By Rob McKay & Paula Wallace
Though it has been portrayed as a battle by proxy over Australian resources control between Japan and China which Japan has won, companies from both countries can be expected to have strong involvement in the project.
WA premier Colin Barnett said the proposed $4bn development at Oakajee, 25km north of Geraldton, could attract major new resources processing and export industries to Western Australia.
The development of a deep-sea port, associated rail infrastructure and a purpose-built, world class industrial estate at Oakajee is the single most important project for WA’s economic development over the next 50 years, Barnett said.
The infrastructure will be Government-owned with port users being charged for its use on a commercial basis.
Construction could begin in 2010/11 with export shipments starting in 2013/14.
The State Development Agreement included:
appointing OPR on an exclusive basis, as the infrastructure provider to design and construct a port and a railway linking the port with mining tenements in the Weld Range and Jack Hills, based on an open access regime
providing State and/or Federal Government funding for common-use infrastructure including the channel, breakwater, turning basin, navigational aids, provision for tug and pilot boat pens, port administration offices and roads and utilities
giving the infrastructure provider a 50-year lease over the rail network corridor and an area of the port where it will operate an iron ore berth and associated materials handling equipment and stockpiles
giving private and state-owned Chinese companies the opportunity to be involved in the project through the provision of rail cars, fabricated structural steel, engineering and construction services and financing.
Barnett said that as a result of the agreement OPR would spend $160m on further investigative studies, but that the project was dependent on a positive bankable feasibility study, due for completion by March 31st next year.
The Government and OPR would also need to negotiate an implementation agreement that detailed terms and conditions for the development of port and rail infrastructure.
The West Australian reported OPR chief executive Chris Eves as saying he had already spoken to AnSteel, one of China’s biggest steel mills and the controlling partner of the Karara magnetite project in the Mid-West, about providing steel for the rail network while he was also considering Chinese rail wagon suppliers.
WAs Shadow Strategic Infrastructure Minister Alannah MacTiernan welcomed the Oakajee Port and Rail project moving forward but remains concerned that $700million of taxpayers funds are being diverted to a project which the private sector had agreed to fund.
Under the bid process, OPR agreed to build the port infrastructure and hand over the ownership and management of the common use infrastructure to the Geraldton Port Authority at its completion.
Extraordinarily, Premier Barnett continues to mislead the public by claiming taxpayers funds were necessary because otherwise the port would be foreign-owned and foreign-controlled.
There are many other infrastructure projects that do require Government funds which will now need to be put on the backburner.
The Premier has refused to provide a business case for this taxpayer investment, she said.
MacTiernan said a completion date before 2014 is optimistic and it could mean any project that needs further capacity at Geraldton Port before then will be stalled.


* [TASK DESCRIPTION]: Task for the records below: please copy exactly, and only, the lines from the one containing "The height and width of the screenshot is (276, 258)." to the last line, both included, leaving out the pictures.

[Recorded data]
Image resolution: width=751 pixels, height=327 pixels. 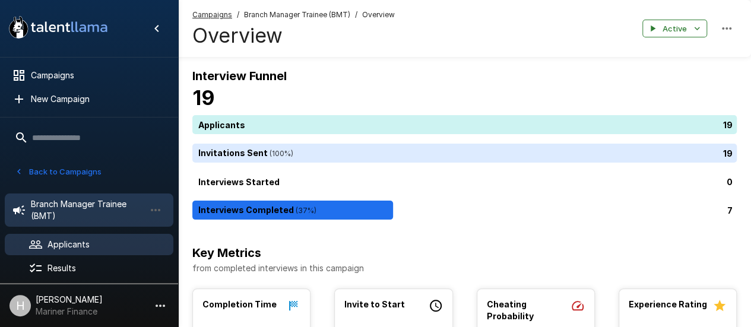 I want to click on b: Experience Rating, so click(x=668, y=304).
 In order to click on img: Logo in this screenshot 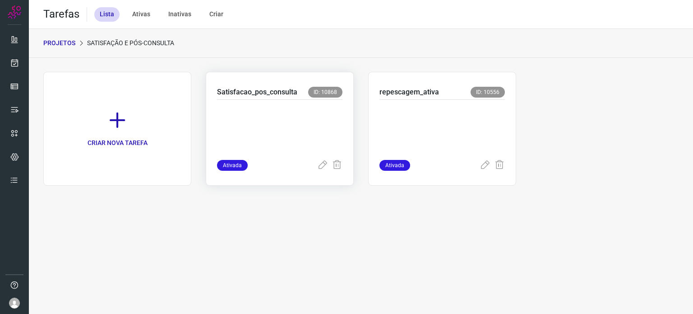, I will do `click(14, 12)`.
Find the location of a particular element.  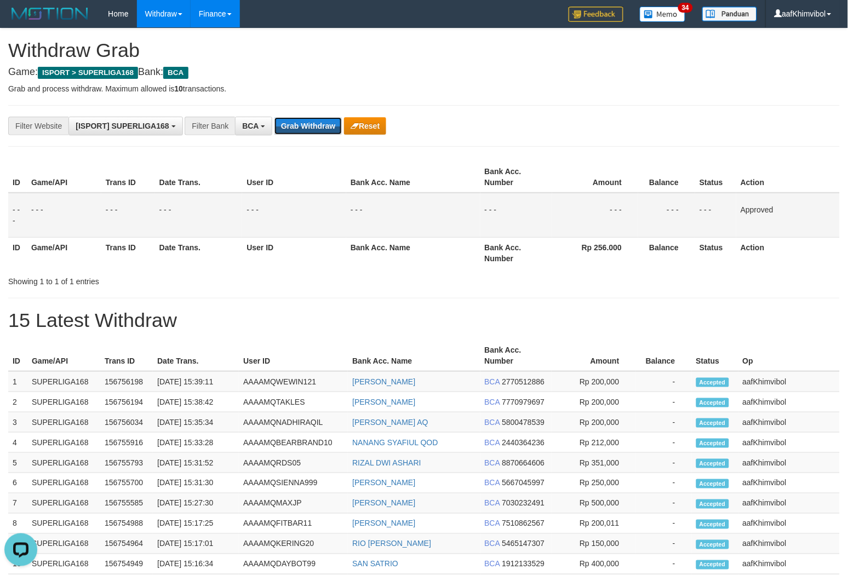

td: 156755916 is located at coordinates (127, 443).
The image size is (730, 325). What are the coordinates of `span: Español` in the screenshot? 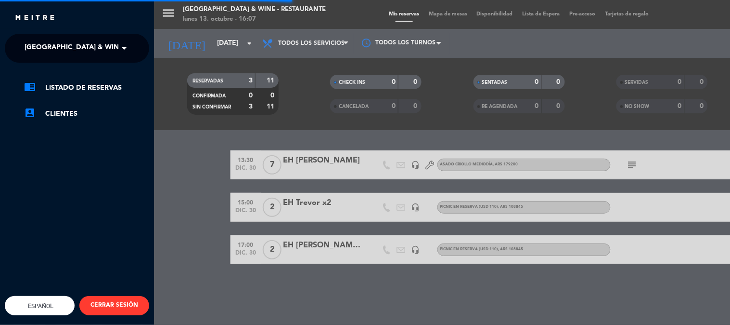 It's located at (40, 305).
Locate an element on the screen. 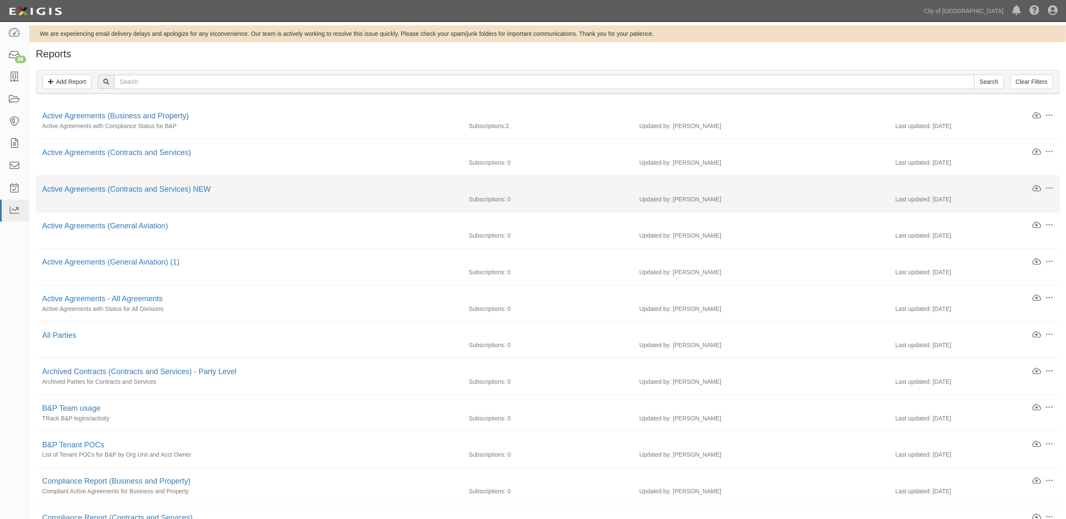 The height and width of the screenshot is (519, 1066). div: Archived Parties for Contracts and Services is located at coordinates (249, 382).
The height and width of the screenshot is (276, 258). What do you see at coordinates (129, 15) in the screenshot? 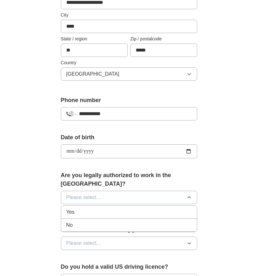
I see `label: City` at bounding box center [129, 15].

* [EXERCISE OUTPUT]:
The height and width of the screenshot is (276, 258). What do you see at coordinates (129, 15) in the screenshot? 
I see `label: City` at bounding box center [129, 15].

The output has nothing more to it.